Topping his concerns, and ours: exploitation of fossil fuels and uranium. Indeed, The New York Times recently obtained internal Interior Department emails that prove access to coal reserves played a key role in decisions to shrink Grand Staircase-Escalante by a million acres; oil, gas, and uranium access were central to the 85% reduction of Bears Ears.
From Public Lands to D.C.
Honing skills does not happen instantaneously in a classroom. Broads’ educational campouts, called Broadwalks, give a chance to see, touch, smell, and directly connect with wild lands, understanding threats and protection measures. Participants roll up sleeves to give back to the land, explore wild landscapes, and spend evenings under the stars interacting with expert presenters. They turn experience into advocacy, ending with a mass letter-writing session to send powerful, personal messages to Congress.
In September of 2017, 60 members spent five days in Colorado’s South San Juan Mountains to explore opportunities to protect wildlife corridors for wilderness-dependent species like wolves, grizzlies, and wolverines. Just a few months later, 20 citizens hand-delivered letters in meetings with congressional representatives. Teaming up with the Endangered Species Coalition, they lobbied for the Wildlife Corridors Conservation Act, carrying their message from the South San Juans. An integral step in the grassroots process, advocates gained confidence to speak succinctly and passionately, developing relationships with political decision makers.

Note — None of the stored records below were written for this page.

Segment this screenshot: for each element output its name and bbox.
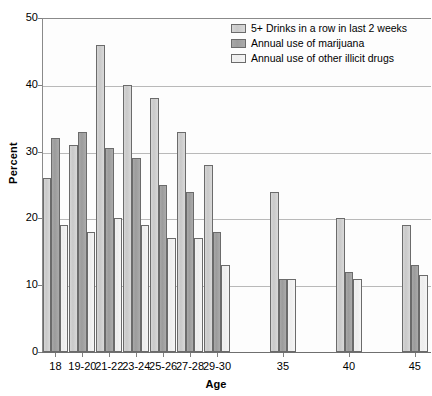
y-tick-label: 50: [12, 12, 38, 23]
legend-item[interactable]: Annual use of other illicit drugs: [231, 52, 407, 65]
bar: [419, 275, 428, 352]
bar: [150, 98, 159, 352]
bar-chart: Percent 50403020100 1819-2021-2223-2425-…: [0, 0, 432, 396]
legend-label: Annual use of other illicit drugs: [251, 53, 394, 64]
bar: [177, 132, 186, 352]
bar: [204, 165, 213, 352]
bar: [287, 279, 296, 352]
x-tick-label: 35: [253, 360, 313, 372]
y-tick-label: 0: [12, 346, 38, 357]
bar: [159, 185, 168, 352]
x-tick-mark: [190, 353, 191, 357]
bar: [105, 148, 114, 352]
y-tick-label: 10: [12, 279, 38, 290]
bar: [51, 138, 60, 352]
y-tick-mark: [38, 352, 42, 353]
y-tick-mark: [38, 285, 42, 286]
bar: [353, 279, 362, 352]
x-tick-label: 45: [385, 360, 432, 372]
bar: [186, 192, 195, 352]
bar: [270, 192, 279, 352]
bar: [69, 145, 78, 352]
bar: [96, 45, 105, 352]
bar: [78, 132, 87, 352]
legend-swatch-icon: [231, 39, 246, 48]
bar: [43, 178, 52, 352]
bar: [345, 272, 354, 352]
x-tick-mark: [163, 353, 164, 357]
y-tick-mark: [38, 85, 42, 86]
x-tick-mark: [349, 353, 350, 357]
bar: [60, 225, 69, 352]
y-axis-tick-labels: 50403020100: [0, 0, 38, 396]
y-tick-label: 40: [12, 79, 38, 90]
legend-item[interactable]: 5+ Drinks in a row in last 2 weeks: [231, 22, 407, 35]
x-tick-mark: [55, 353, 56, 357]
bar: [141, 225, 150, 352]
legend-item[interactable]: Annual use of marijuana: [231, 37, 407, 50]
y-tick-mark: [38, 152, 42, 153]
bar: [123, 85, 132, 352]
bar: [114, 218, 123, 352]
bar: [402, 225, 411, 352]
bar: [132, 158, 141, 352]
x-tick-label: 29-30: [187, 360, 247, 372]
legend-label: 5+ Drinks in a row in last 2 weeks: [251, 23, 407, 34]
bar: [87, 232, 96, 352]
bar: [336, 218, 345, 352]
x-tick-mark: [136, 353, 137, 357]
bar: [213, 232, 222, 352]
x-tick-mark: [217, 353, 218, 357]
bar: [221, 265, 230, 352]
y-tick-mark: [38, 18, 42, 19]
x-tick-mark: [283, 353, 284, 357]
x-axis-title: Age: [0, 378, 432, 390]
y-tick-mark: [38, 218, 42, 219]
bar: [411, 265, 420, 352]
chart-legend: 5+ Drinks in a row in last 2 weeksAnnual…: [231, 22, 407, 67]
x-axis-line: [42, 352, 431, 353]
x-tick-label: 40: [319, 360, 379, 372]
legend-label: Annual use of marijuana: [251, 38, 364, 49]
x-tick-mark: [82, 353, 83, 357]
x-tick-mark: [415, 353, 416, 357]
y-tick-label: 30: [12, 146, 38, 157]
legend-swatch-icon: [231, 54, 246, 63]
bar: [167, 238, 176, 352]
bar: [279, 279, 288, 352]
y-tick-label: 20: [12, 212, 38, 223]
bar: [194, 238, 203, 352]
bars-layer: [42, 18, 431, 352]
legend-swatch-icon: [231, 24, 246, 33]
x-tick-mark: [109, 353, 110, 357]
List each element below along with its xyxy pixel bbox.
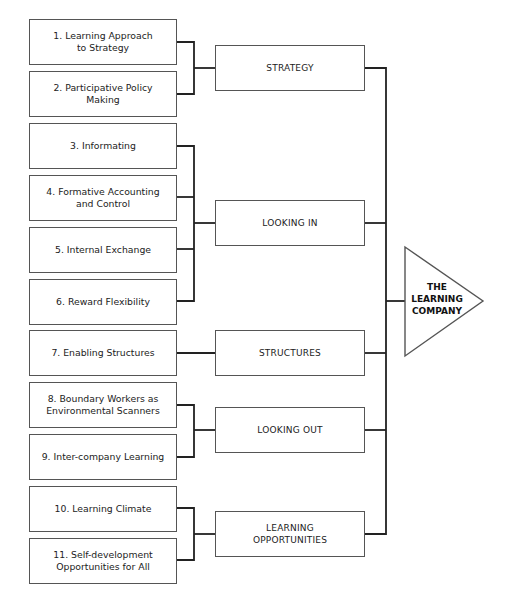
group-box-learning-opportunities: LEARNING OPPORTUNITIES [215, 511, 365, 557]
item-label: 2. Participative Policy Making [53, 82, 152, 106]
item-box-1: 1. Learning Approach to Strategy [29, 19, 177, 65]
item-box-9: 9. Inter-company Learning [29, 434, 177, 480]
item-label: 8. Boundary Workers as Environmental Sca… [46, 393, 159, 417]
group-box-looking-in: LOOKING IN [215, 200, 365, 246]
item-label: 10. Learning Climate [55, 503, 152, 515]
item-box-8: 8. Boundary Workers as Environmental Sca… [29, 382, 177, 428]
group-label: LOOKING IN [262, 217, 317, 229]
item-label: 3. Informating [70, 140, 136, 152]
item-label: 4. Formative Accounting and Control [46, 186, 159, 210]
item-box-2: 2. Participative Policy Making [29, 71, 177, 117]
item-label: 7. Enabling Structures [51, 347, 154, 359]
group-box-strategy: STRATEGY [215, 45, 365, 91]
item-label: 6. Reward Flexibility [56, 296, 150, 308]
learning-company-diagram: 1. Learning Approach to Strategy 2. Part… [0, 0, 508, 606]
group-label: STRATEGY [266, 62, 313, 74]
item-label: 1. Learning Approach to Strategy [53, 30, 152, 54]
item-box-10: 10. Learning Climate [29, 486, 177, 532]
group-box-looking-out: LOOKING OUT [215, 407, 365, 453]
item-label: 11. Self-development Opportunities for A… [53, 549, 152, 573]
item-label: 5. Internal Exchange [55, 244, 151, 256]
group-box-structures: STRUCTURES [215, 330, 365, 376]
item-box-6: 6. Reward Flexibility [29, 279, 177, 325]
item-box-7: 7. Enabling Structures [29, 330, 177, 376]
group-label: STRUCTURES [259, 347, 321, 359]
learning-company-label: THE LEARNING COMPANY [405, 281, 469, 317]
item-box-4: 4. Formative Accounting and Control [29, 175, 177, 221]
item-box-5: 5. Internal Exchange [29, 227, 177, 273]
item-label: 9. Inter-company Learning [42, 451, 165, 463]
group-label: LEARNING OPPORTUNITIES [253, 522, 327, 546]
item-box-11: 11. Self-development Opportunities for A… [29, 538, 177, 584]
group-label: LOOKING OUT [257, 424, 322, 436]
item-box-3: 3. Informating [29, 123, 177, 169]
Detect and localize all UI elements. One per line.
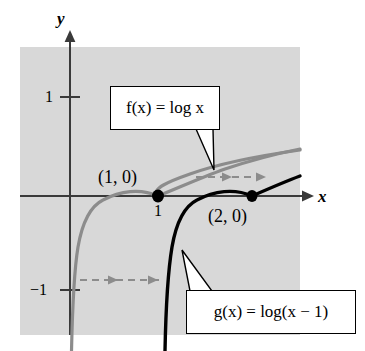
tick-label-x-one: 1 [154,203,162,219]
log-translation-figure: y x 1 −1 1 (1, 0) (2, 0) f(x) = log x g(… [0,0,365,351]
point-marker-1-0 [152,190,164,203]
g-callout-text: g(x) = log(x − 1) [207,302,336,322]
tick-label-y-one: 1 [45,89,53,105]
tick-label-y-negative-one: −1 [30,282,47,298]
point-label-1-0: (1, 0) [98,168,137,186]
point-marker-2-0 [247,190,258,202]
y-axis-label: y [57,10,65,27]
f-callout-text: f(x) = log x [119,98,211,118]
g-callout-box: g(x) = log(x − 1) [186,290,356,334]
x-axis-label: x [318,188,327,205]
point-label-2-0: (2, 0) [208,207,247,225]
f-callout-box: f(x) = log x [110,86,220,130]
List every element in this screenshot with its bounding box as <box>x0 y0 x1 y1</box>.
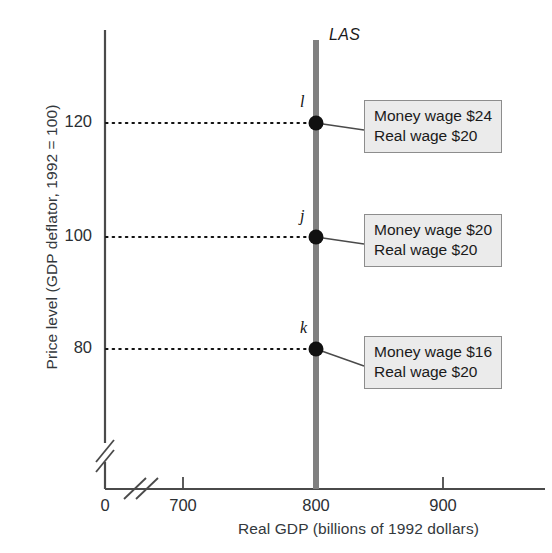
annotation-j-real-wage: Real wage $20 <box>374 240 492 260</box>
x-tick-label-origin: 0 <box>75 496 135 515</box>
point-label-l: l <box>300 93 304 111</box>
data-point-j <box>309 230 324 245</box>
y-axis-title: Price level (GDP deflator, 1992 = 100) <box>43 67 61 407</box>
leader-line-k <box>316 349 364 366</box>
data-point-l <box>309 116 324 131</box>
las-curve-label: LAS <box>329 26 360 44</box>
x-axis-title: Real GDP (billions of 1992 dollars) <box>238 520 479 538</box>
annotation-l-money-wage: Money wage $24 <box>374 106 492 126</box>
annotation-k-real-wage: Real wage $20 <box>374 362 492 382</box>
x-tick-label-900: 900 <box>413 496 473 515</box>
point-label-j: j <box>300 207 304 225</box>
annotation-box-l: Money wage $24 Real wage $20 <box>364 100 502 153</box>
annotation-box-k: Money wage $16 Real wage $20 <box>364 336 502 389</box>
annotation-box-j: Money wage $20 Real wage $20 <box>364 214 502 267</box>
annotation-l-real-wage: Real wage $20 <box>374 126 492 146</box>
x-tick-label-700: 700 <box>153 496 213 515</box>
las-chart-figure: LAS l j k 120 100 80 0 700 800 900 Price… <box>0 0 552 553</box>
data-point-k <box>309 342 324 357</box>
y-tick-label-120: 120 <box>32 112 92 131</box>
y-tick-label-100: 100 <box>32 226 92 245</box>
x-tick-label-800: 800 <box>286 496 346 515</box>
chart-canvas <box>0 0 552 553</box>
y-tick-label-80: 80 <box>32 338 92 357</box>
point-label-k: k <box>300 319 307 337</box>
annotation-k-money-wage: Money wage $16 <box>374 342 492 362</box>
annotation-j-money-wage: Money wage $20 <box>374 220 492 240</box>
y-axis-break-mark <box>96 440 114 462</box>
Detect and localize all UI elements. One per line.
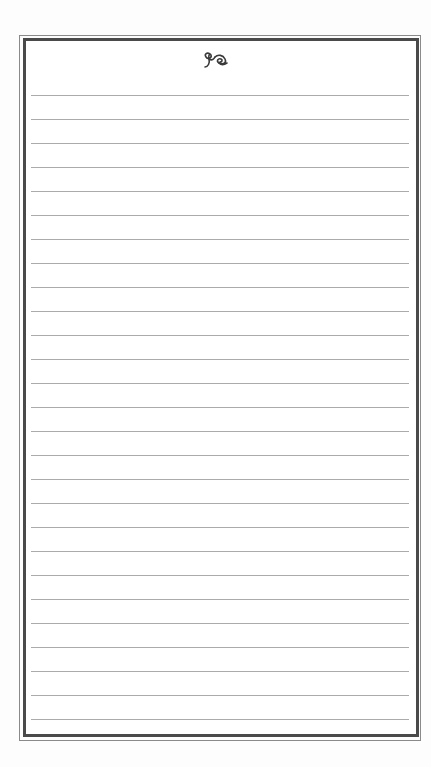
ruled-line — [31, 95, 409, 96]
ruled-line — [31, 191, 409, 192]
ruled-line — [31, 119, 409, 120]
ruled-line — [31, 431, 409, 432]
ruled-line — [31, 239, 409, 240]
ruled-line — [31, 671, 409, 672]
ruled-line — [31, 527, 409, 528]
ruled-line — [31, 551, 409, 552]
ruled-line — [31, 263, 409, 264]
ruled-line — [31, 455, 409, 456]
ruled-line — [31, 167, 409, 168]
ruled-line — [31, 623, 409, 624]
ruled-line — [31, 383, 409, 384]
ruled-line — [31, 311, 409, 312]
flourish-ornament-icon — [201, 50, 229, 70]
ruled-line — [31, 359, 409, 360]
ruled-line — [31, 479, 409, 480]
ruled-line — [31, 599, 409, 600]
ruled-line — [31, 575, 409, 576]
ruled-line — [31, 143, 409, 144]
ruled-line — [31, 335, 409, 336]
ruled-line — [31, 695, 409, 696]
ruled-line — [31, 719, 409, 720]
ruled-line — [31, 647, 409, 648]
ruled-line — [31, 407, 409, 408]
ruled-line — [31, 215, 409, 216]
ruled-line — [31, 287, 409, 288]
ruled-line — [31, 503, 409, 504]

From local issues to national advocacy, Broads engages and inspires activism to protect our nation’s wild public places. In tough political times, as always, we gain strength by getting outside, feeling community and camaraderie, laughing together, working hard on projects, and becoming the most effective advocates we can be in the halls of Congress, the courts, or the streets. Like all activists today, we stay focused, hold tight to our values, and know we’re in this for the long haul. For wild land defenders, there’s simply no other way to be.
Shelley Silbert is Executive Director and Lauren Berutich is Grassroots Leadership Director for Great Old Broads for Wilderness. See greatoldbroads.org for more information on how to help the Broads save wild places.
GREAT OLD BROADS FOR WILDERNESS IS A NATIONAL GRASSROOTS ORGANIZATION, LED BY WOMEN, THAT ENGAGES AND INSPIRES ACTIVISM TO PRESERVE AND PROTECT WILDERNESS AND WILD LANDS.
Great Old Broads for Wilderness is a women-led national grassroots organization that engages and inspires activism to preserve and protect wilderness and wild lands.